The survey showed more than two-thirds of the participants believed sexual discrimination continues in the workplace.

The commission's Chairwoman Sophia Kao said Monday granting leave for new fathers would help reduce discrimination against working women who had to take leave after becoming pregnant.

The transport subsidy scheme, currently available only for full-time, low income employees, should be extended to cover part-timers since more than 60 percent of their ranks were made up of women, the commission said.

The study, which is the last in a series of surveys conducted between February and May in 2010 by the commission to gauge the status of women at home, work and social environments, found "most people still considered that the discrimination against women in the workplace was common," Kao said.

Discrimination came in the forms of differences in income and promotion prospects, as well as chances for employment for pregnant women and those responsible for the care of family members.

More than 70 percent of respondents thought men stood a better chance of promotion than women of similar age and abilities, Kao said.

"Family responsibility" was a major reason why some women did not seek employment, and why 25 percent of women surveyed "did not want themselves to be very successful" because they perceived "conflicts between commitment at work and family duties," Kao said.

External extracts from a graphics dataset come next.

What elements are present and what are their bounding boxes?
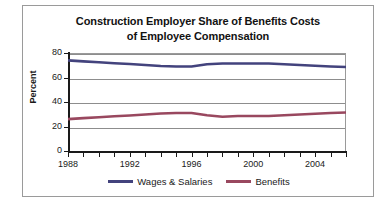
x-axis-tick	[284, 153, 285, 157]
x-axis-tick-label: 1988	[48, 159, 88, 170]
legend-swatch-benefits	[226, 180, 251, 183]
y-axis-tick-label: 60	[22, 73, 62, 82]
x-axis-tick	[207, 153, 208, 157]
x-axis-tick	[99, 153, 100, 157]
x-axis-tick	[346, 153, 347, 157]
x-axis-tick-label: 2004	[295, 159, 335, 170]
x-axis-tick	[253, 153, 254, 157]
x-axis-tick-label: 1992	[110, 159, 150, 170]
x-axis-tick	[145, 153, 146, 157]
x-axis-tick	[161, 153, 162, 157]
legend-item-wages-salaries[interactable]: Wages & Salaries	[108, 176, 212, 187]
plot-wrapper: Percent 020406080 19881992199620002004	[23, 6, 375, 198]
x-axis-tick	[238, 153, 239, 157]
x-axis-tick	[130, 153, 131, 157]
x-axis-tick-label: 1996	[172, 159, 212, 170]
series-lines	[68, 52, 347, 152]
chart-frame: Construction Employer Share of Benefits …	[22, 5, 374, 197]
x-axis-tick	[269, 153, 270, 157]
x-axis-tick	[315, 153, 316, 157]
y-axis-tick	[64, 78, 69, 79]
x-axis-tick	[68, 153, 69, 157]
y-axis-tick	[64, 102, 69, 103]
y-axis-tick	[64, 53, 69, 54]
x-axis-tick-label: 2000	[233, 159, 273, 170]
y-axis-tick	[64, 151, 69, 152]
legend-item-benefits[interactable]: Benefits	[226, 176, 289, 187]
x-axis-tick	[331, 153, 332, 157]
series-line	[68, 113, 346, 120]
legend-swatch-wages-salaries	[108, 180, 133, 183]
x-axis-tick	[222, 153, 223, 157]
x-axis-tick	[83, 153, 84, 157]
y-axis-tick-label: 40	[22, 97, 62, 106]
x-axis-tick	[300, 153, 301, 157]
legend-label-benefits: Benefits	[255, 176, 289, 187]
y-axis-tick-label: 80	[22, 48, 62, 57]
series-line	[68, 60, 346, 67]
y-axis-tick-label: 20	[22, 122, 62, 131]
x-axis-tick	[192, 153, 193, 157]
chart-legend: Wages & Salaries Benefits	[23, 176, 375, 187]
x-axis-tick	[114, 153, 115, 157]
y-axis-tick-label: 0	[22, 146, 62, 155]
legend-label-wages-salaries: Wages & Salaries	[137, 176, 212, 187]
y-axis-tick	[64, 127, 69, 128]
x-axis-tick	[176, 153, 177, 157]
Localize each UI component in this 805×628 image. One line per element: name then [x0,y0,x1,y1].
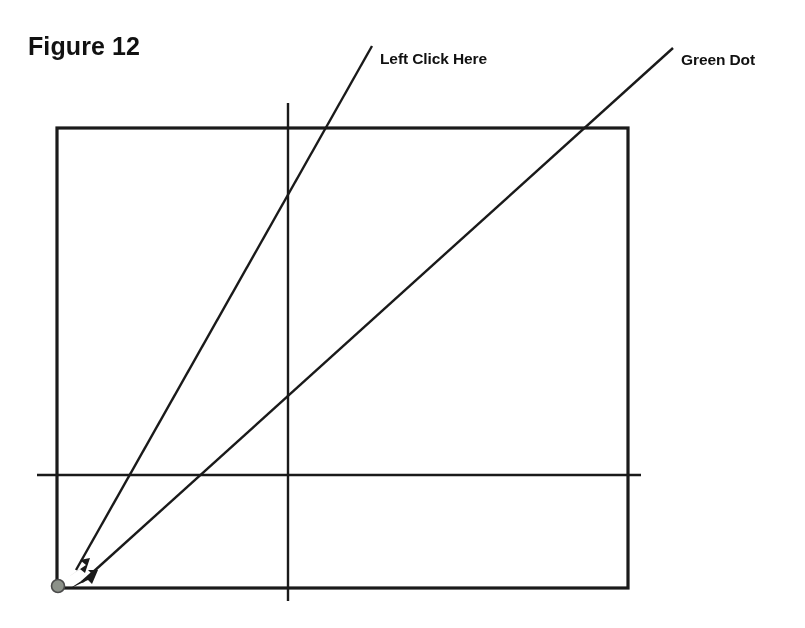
green-dot-marker[interactable] [52,580,65,593]
annotation-label-left-click-here: Left Click Here [380,50,487,68]
figure-title: Figure 12 [28,32,140,61]
figure-canvas [0,0,805,628]
annotation-label-green-dot: Green Dot [681,51,755,69]
page-background [0,0,805,628]
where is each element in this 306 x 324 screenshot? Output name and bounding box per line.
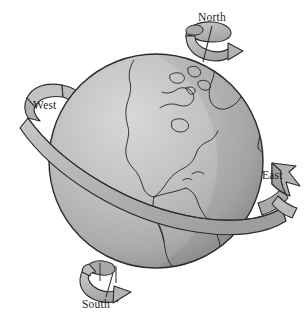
west-label: West	[33, 100, 57, 112]
south-rotation-arrow	[80, 261, 131, 303]
globe-rotation-figure: North West East South	[0, 0, 306, 324]
north-rotation-arrow	[186, 22, 243, 61]
north-label: North	[198, 12, 226, 24]
south-label: South	[82, 299, 110, 311]
globe-diagram-svg	[0, 0, 306, 324]
east-label: East	[262, 170, 283, 182]
earth-sphere	[49, 54, 290, 279]
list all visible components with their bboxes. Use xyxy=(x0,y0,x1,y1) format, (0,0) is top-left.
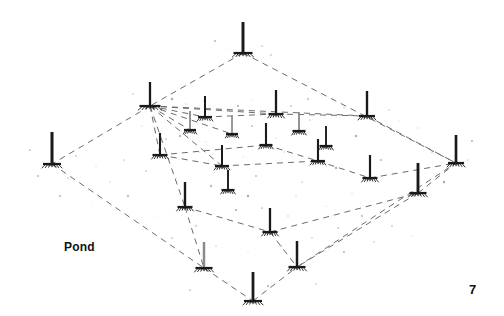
sensor-pole-node-r2-b xyxy=(225,116,239,138)
ground-speckle xyxy=(391,225,393,227)
ground-speckle xyxy=(252,100,253,101)
pole-post xyxy=(369,155,371,178)
sensor-pole-node-right-vertex xyxy=(447,135,465,167)
pole-post xyxy=(204,96,206,117)
sensor-pole-node-r3-e xyxy=(361,155,378,182)
network-link-node-r3-d-to-node-r3-e xyxy=(318,161,370,178)
pole-root-stroke xyxy=(282,115,285,119)
ground-speckle xyxy=(326,206,327,207)
ground-speckle xyxy=(248,252,249,253)
ground-speckle xyxy=(355,135,357,137)
pole-post xyxy=(417,163,420,193)
ground-speckle xyxy=(335,167,337,169)
pole-root-stroke xyxy=(138,107,142,111)
page-number: 7 xyxy=(469,282,476,297)
sensor-pole-hub-left-upper xyxy=(138,82,162,110)
pole-root-stroke xyxy=(303,268,306,272)
ground-speckle xyxy=(261,45,263,47)
ground-speckle xyxy=(189,289,191,291)
sensor-pole-node-r3-d xyxy=(310,139,326,165)
network-link-node-r4-c-to-node-right-mid xyxy=(270,193,418,232)
ground-speckle xyxy=(373,241,374,242)
pole-root-stroke xyxy=(232,54,236,58)
pole-post xyxy=(317,139,319,161)
pole-root-stroke xyxy=(42,165,46,169)
pole-post xyxy=(366,91,368,116)
sensor-pole-node-r2-c xyxy=(292,112,307,135)
network-link-hub-left-upper-to-node-r1-c xyxy=(150,106,367,116)
ground-speckle xyxy=(343,107,344,108)
network-link-node-right-mid-to-node-bottom-right xyxy=(297,193,418,267)
pole-root-stroke xyxy=(462,164,465,168)
network-link-hub-left-upper-to-node-r1-b xyxy=(150,106,276,114)
ground-speckle xyxy=(215,245,216,246)
pole-post xyxy=(252,272,255,301)
ground-speckle xyxy=(386,200,387,201)
sensor-pole-node-r4-b xyxy=(221,170,236,194)
ground-speckle xyxy=(295,195,296,196)
ground-speckle xyxy=(255,175,257,177)
ground-speckle xyxy=(67,177,68,178)
sensor-pole-node-bottom-left xyxy=(194,242,214,272)
ground-speckle xyxy=(270,54,272,56)
pole-root-stroke xyxy=(151,156,154,160)
network-link-node-r3-e-to-node-right-vertex xyxy=(370,163,456,178)
pole-post xyxy=(203,242,205,268)
pole-root-stroke xyxy=(361,179,364,183)
ground-speckle xyxy=(309,119,311,121)
pole-root-stroke xyxy=(166,156,169,160)
sensor-pole-node-left-vertex xyxy=(42,132,63,168)
ground-speckle xyxy=(267,285,269,287)
network-link-node-r4-a-to-node-r4-c xyxy=(185,207,270,232)
pole-root-stroke xyxy=(424,194,427,198)
ground-speckle xyxy=(337,227,339,229)
ground-speckle xyxy=(179,135,181,137)
network-link-node-r1-a-to-node-r1-b xyxy=(205,114,276,117)
ground-speckle xyxy=(127,195,129,197)
ground-speckle xyxy=(388,109,390,111)
network-link-node-r3-a-to-node-r3-c xyxy=(160,145,266,155)
network-diagram-canvas xyxy=(0,0,504,316)
pole-post xyxy=(325,126,327,146)
pole-post xyxy=(455,135,458,163)
ground-speckle xyxy=(287,215,288,216)
pole-post xyxy=(189,111,191,130)
ground-speckle xyxy=(235,209,237,211)
network-link-node-r4-c-to-node-bottom-right xyxy=(270,232,297,267)
ground-speckle-layer xyxy=(29,40,473,291)
ground-speckle xyxy=(176,178,177,179)
ground-speckle xyxy=(59,195,61,197)
ground-speckle xyxy=(227,281,229,283)
network-link-layer xyxy=(52,53,456,301)
ground-speckle xyxy=(120,86,121,87)
ground-speckle xyxy=(92,206,93,207)
sensor-pole-apex-top xyxy=(232,22,254,57)
ground-speckle xyxy=(247,195,249,197)
pole-post xyxy=(275,90,277,114)
pole-root-stroke xyxy=(176,208,179,212)
pole-post xyxy=(184,182,186,207)
pole-post xyxy=(149,82,151,106)
ground-speckle xyxy=(242,156,243,157)
sensor-pole-node-r3-a xyxy=(151,133,168,159)
pole-root-stroke xyxy=(243,302,247,306)
sensor-pole-node-r1-b xyxy=(267,90,284,118)
ground-speckle xyxy=(195,225,197,227)
ground-speckle xyxy=(315,283,316,284)
pole-post xyxy=(159,133,161,155)
pole-post xyxy=(242,22,245,53)
pole-post xyxy=(227,170,229,190)
pole-post xyxy=(296,241,298,267)
sensor-pole-layer xyxy=(42,22,466,305)
ground-speckle xyxy=(471,140,473,142)
pole-root-stroke xyxy=(261,233,264,237)
ground-speckle xyxy=(301,181,303,183)
ground-speckle xyxy=(290,105,292,107)
ground-speckle xyxy=(399,121,400,122)
ground-speckle xyxy=(343,251,345,253)
ground-speckle xyxy=(443,181,445,183)
pole-post xyxy=(269,208,271,232)
ground-speckle xyxy=(145,170,146,171)
ground-speckle xyxy=(210,185,212,187)
ground-speckle xyxy=(37,175,39,177)
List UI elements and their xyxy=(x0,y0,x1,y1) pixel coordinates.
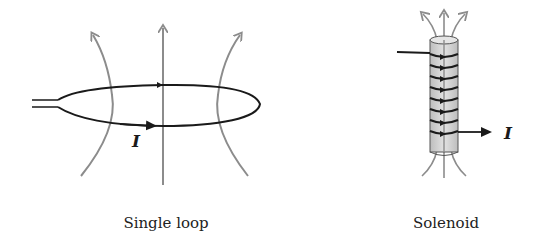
solenoid-panel: I xyxy=(397,13,513,178)
single-loop-panel: I xyxy=(32,28,260,185)
caption-solenoid: Solenoid xyxy=(413,214,479,232)
loop-wire xyxy=(58,85,260,126)
current-label-solenoid: I xyxy=(503,123,513,143)
solenoid-input-wire xyxy=(397,52,430,53)
field-line-right xyxy=(217,35,248,176)
current-arrow-bottom xyxy=(120,124,155,126)
magnetic-field-diagram: I xyxy=(0,0,540,249)
caption-single-loop: Single loop xyxy=(123,214,208,232)
field-line-top-left xyxy=(423,14,437,40)
field-line-left xyxy=(81,35,113,176)
current-label-loop: I xyxy=(131,131,141,151)
loop-wire-leads xyxy=(32,100,58,107)
field-line-top-right xyxy=(451,14,465,40)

Evely Ng, co-convener of the Women's Studies Research Centre at the University of Hong Kong, said the decision of whether to give up a career to become a family-care-giver is leading to depressed fertility rates among younger couples as both husbands and wives can not decide.

Ko said a glass ceiling, or invisible barrier against career advancement for women, was still present in Hong Kong.

She said more than one-third of respondents did not prefer female managers or supervisors while more than 70 percent said men had better prospects for promotion.

According to the Census and Statistics Department, men made up 70 percent of managers and administrators in 2009.

Gender attitudes were more conservative among men, with 44 percent saying that a man's job was to earn money while the women's was to do housework and tend to the family, while only 34 percent of women agreed.

The commission will use the findings to formulate its Women's Development Goals, an action plan to bring greater equality between the sexes in the next five to 10 years.